In 2004, however, Umarov was simply one of several Chechen field commanders and thus not authorized to co-opt or assist militant Islamists elsewhere in Russia, even if it had been within his capacity to do so. Umarov was named Chechen Republic Ichkeria vice president in the spring of 2005, when Abdul-Khalim Sadulayev succeeded Aslan Maskhadov as president, and himself became president when Sadulayev was killed in mid-June 2006. Former RFE/RL journalist Andrei Babitsky, who met with Umarov in Chechnya in June 2005, noted that at that time Umarov's fighters did not even have proper tents.

In October 2007, Umarov ditched the cause of Chechen independence and proclaimed a North Caucasus Emirate with himself as its head. Even though Umarov personally demonstrated little talent as a military leader, especially compared with Maskhadov and radical field commander Shamil Basayev, he was designated Russia's "terrorist No. 1" as a result of the failed attempt in June 2009 to assassinate Ingushetian President Yunus-Bek Yevkurov and the suicide bombings in the Moscow metro in March 2010 and at Domodedovo Airport in January 2011, for which the Caucasus Emirate claimed responsibility. Alleged association or collaboration with Umarov thus automatically raises the profile of any criminal charge of terrorist activity.

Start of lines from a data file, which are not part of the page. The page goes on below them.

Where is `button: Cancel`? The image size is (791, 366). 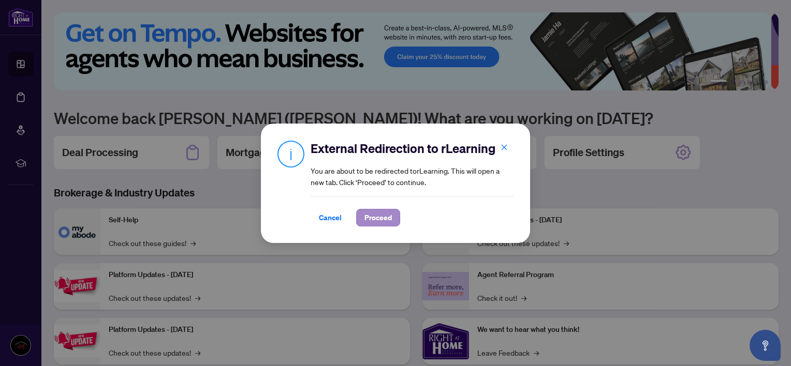 button: Cancel is located at coordinates (330, 218).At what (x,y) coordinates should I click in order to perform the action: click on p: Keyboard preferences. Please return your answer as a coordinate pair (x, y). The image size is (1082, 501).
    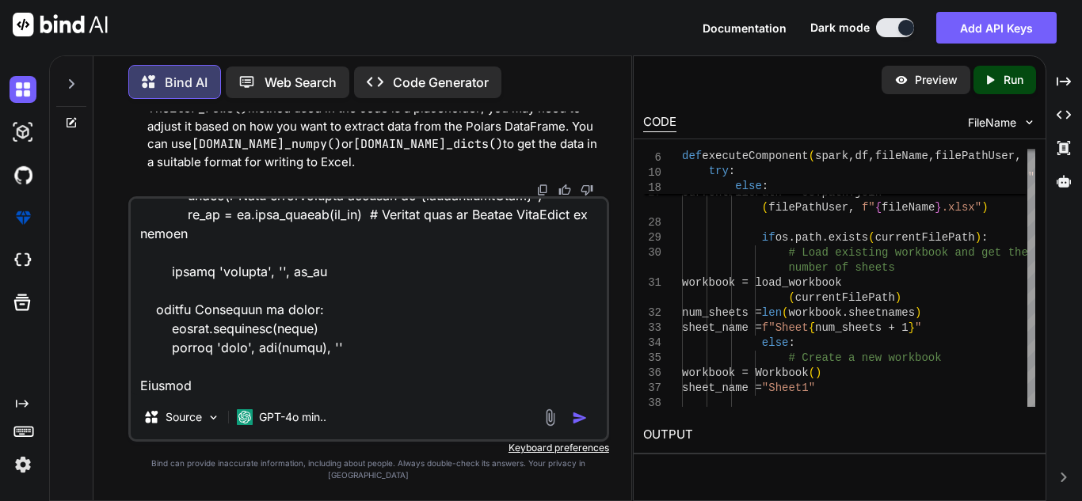
    Looking at the image, I should click on (368, 448).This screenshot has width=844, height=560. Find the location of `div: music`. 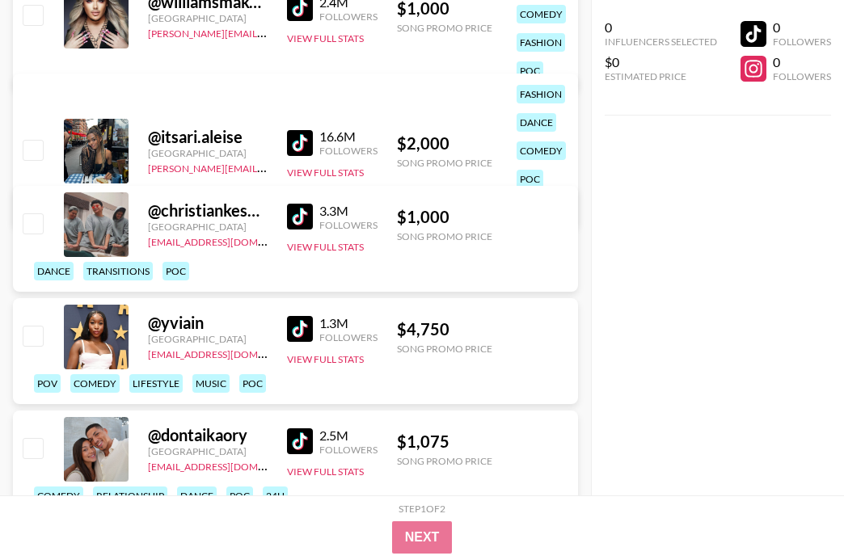

div: music is located at coordinates (211, 383).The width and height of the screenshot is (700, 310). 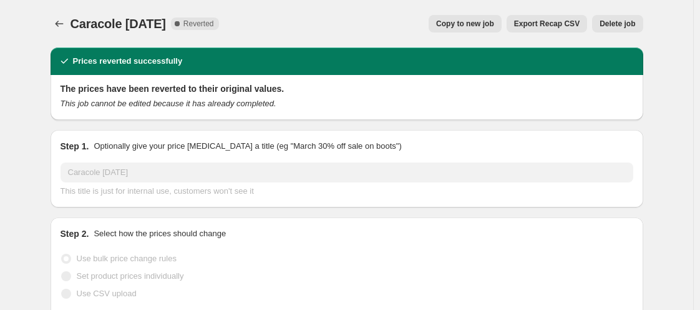 What do you see at coordinates (547, 24) in the screenshot?
I see `button: Export Recap CSV` at bounding box center [547, 24].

That said, there were reportedly contacts in the early 2000s between Islamic militants in Tatarstan and Basayev. In February 2007, 17 members of what was identified as "the Islamic jamaat" went on trial in Tatarstan on charges of planning to perpetrate a series of terrorist attacks during the celebrations in summer 2005 to mark the 1,000th anniversary of the founding of Kazan.

The "Islamic jamaat" was said to have been established in 2001 on Basayev's orders by Ilgam Gumerov of the city of Naberezhnye Chelny. Its members were rounded up starting in late 2004. No explanation was given why Basayev and Umarov, acting independently, should have established parallel cells in Tatarstan at roughly the same time.

Umarov did seek to establish an insurgency presence in the Volga region, but only in September 2006, when he named Abdurakhman Kamalutdinov (Djundulla) as commander of the recently created Volga Front. Whether that front was intended to replace the groups headed by Gumerov and Galiyev, or whether other groups formed its nucleus, is unclear.

In October 2006, just weeks after Umarov named Kamalutdinov to head the Volga Front, the insurgency website kavkazcenter.com reported, quoting federal Interior Ministry data, that 14 sabotage operations had been registered in Tatarstan since the start of the year, and 214 in the Volga region as a whole.

Those statistics suggest that a sizable and effective militant wing had been active in the region for some time before Umarov formally designated it a North Caucasus insurgency "front."

About This Blog

This blog presents analyst Liz Fuller's personal take on events in the region, following on from her work in the "RFE/RL Caucasus Report." It also aims, to borrow a metaphor from Tom de Waal, to act as a smoke detector, focusing attention on potential conflict situations and crises throughout the region. The views are the author's own and do not represent those of RFE/RL.